The wisdom isn't in the crowd. It's in a few hundred wallets, and you probably aren't one of them.
Sources and further reading
- 1.PrimaryPolymarket Fees. Polymarket official documentation, current fee schedule and Maker Rebates Program.
- 2.PrimaryTrading Fees, Polymarket Help Center. Effective March 30, 2026. Peak rates by category.
- 3.ReportingPolymarket adds taker fees to 15-minute crypto markets to fund liquidity rebates. The Block, January 2026.
- 4.PrimaryPrediction Market Accuracy: Crowd Wisdom or Informed Minority?. Gomez-Cram, Guo, Kung, Jensen. SSRN 6617059, posted April 20, 2026.
- 5.DataPolymarket Data: 70% of Traders Lose Money While Elite 0.04% Captures $3.7B in Profits. Yellow.com summary of on-chain analysis by defioasis covering 86M transactions.
- 6.PrimaryCFTC customer advisory on retail forex. Required broker disclosures consistently show 70–80% of US retail forex traders lose money each quarter.

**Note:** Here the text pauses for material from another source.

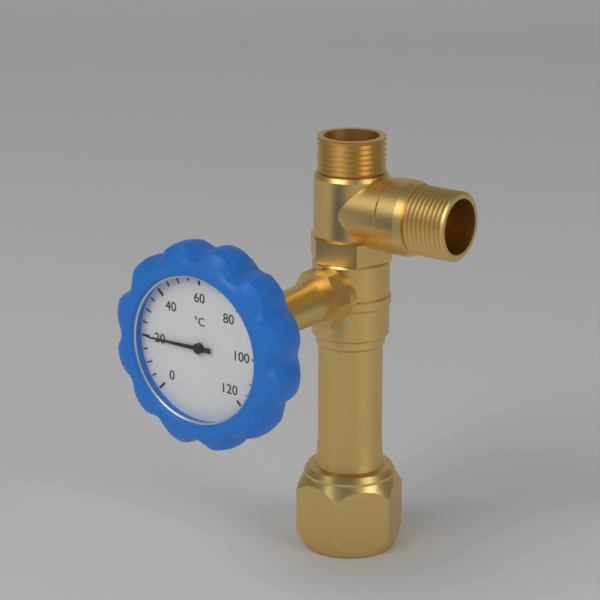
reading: 20 °C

- 7.PrimaryUnravelling the Probabilistic Forest: Arbitrage in Prediction Markets. Saguillo, Ghafouri, Kiffer, Suarez-Tangil. arXiv:2508.03474, AFT 2025.
- 8.ReportingAutomated Market Making on Polymarket. Polymarket News on the defiance_cr open-sourced LP bot.
- 9.ReportingHow traders find their edge on Polymarket. Polymarket News, vertical-specialization profiles (Axios, abeautifulmind, HaileyWelsh).
- 10.ReportingPolymarket’s $7M Ukraine Mineral Deal Debacle Traced to Oracle Whale. The Defiant, March 2025.
- 11.ReportingPolymarket embroiled in $160M controversy over whether Zelensky wore a suit at NATO. CoinDesk, July 2025.
- 12.ReportingHow a French “whale” made over $80 million on Polymarket betting on Trump’s 2024 election win. CBS News / 60 Minutes, November 2024.
- 13.ReportingThe French Polymarket whale won so much money that France is investigating the platform. Sherwood News, November 2024.
- 14.ReportingHow a French Whale Made $85 Million off Trump’s Win. The Free Press, November 2024.
- 15.ReportingA Chat With Domer, the #1 Trader on Polymarket. On Chain Times interview.
- 16.PrimaryICE Announces Strategic Investment in Polymarket. Intercontinental Exchange press release, October 7, 2025.
- 17.ReportingPolymarket Will Help ICE Adopt 24/7 Tokenized Collateral. Markets Media, Sprecher follow-on remarks.
- 18.PrimaryIntercontinental Exchange Announces New $600 Million Investment in Polymarket. Intercontinental Exchange press release, March 27, 2026.
- 19.PrimaryICE Launches Polymarket Signals and Sentiment Tool. Intercontinental Exchange press release, February 11, 2026. Edmonds and Coplan quotes.
- 20.ReportingOnline betting markets failed in their predictions on the new pope. CNN, May 9, 2025.
- 21.ReportingPolymarket faces wash trading concerns as Chaos Labs estimates one-third of presidential volume. Fortune, October 2024.
- 22.PrimaryDay Trading for a Living?. Chague, De-Losso, Giovannetti. Working paper, SSRN.
Written by
Tech Talk News Editorial
Tech Talk News covers engineering, AI, and tech investing for people who build and invest in technology.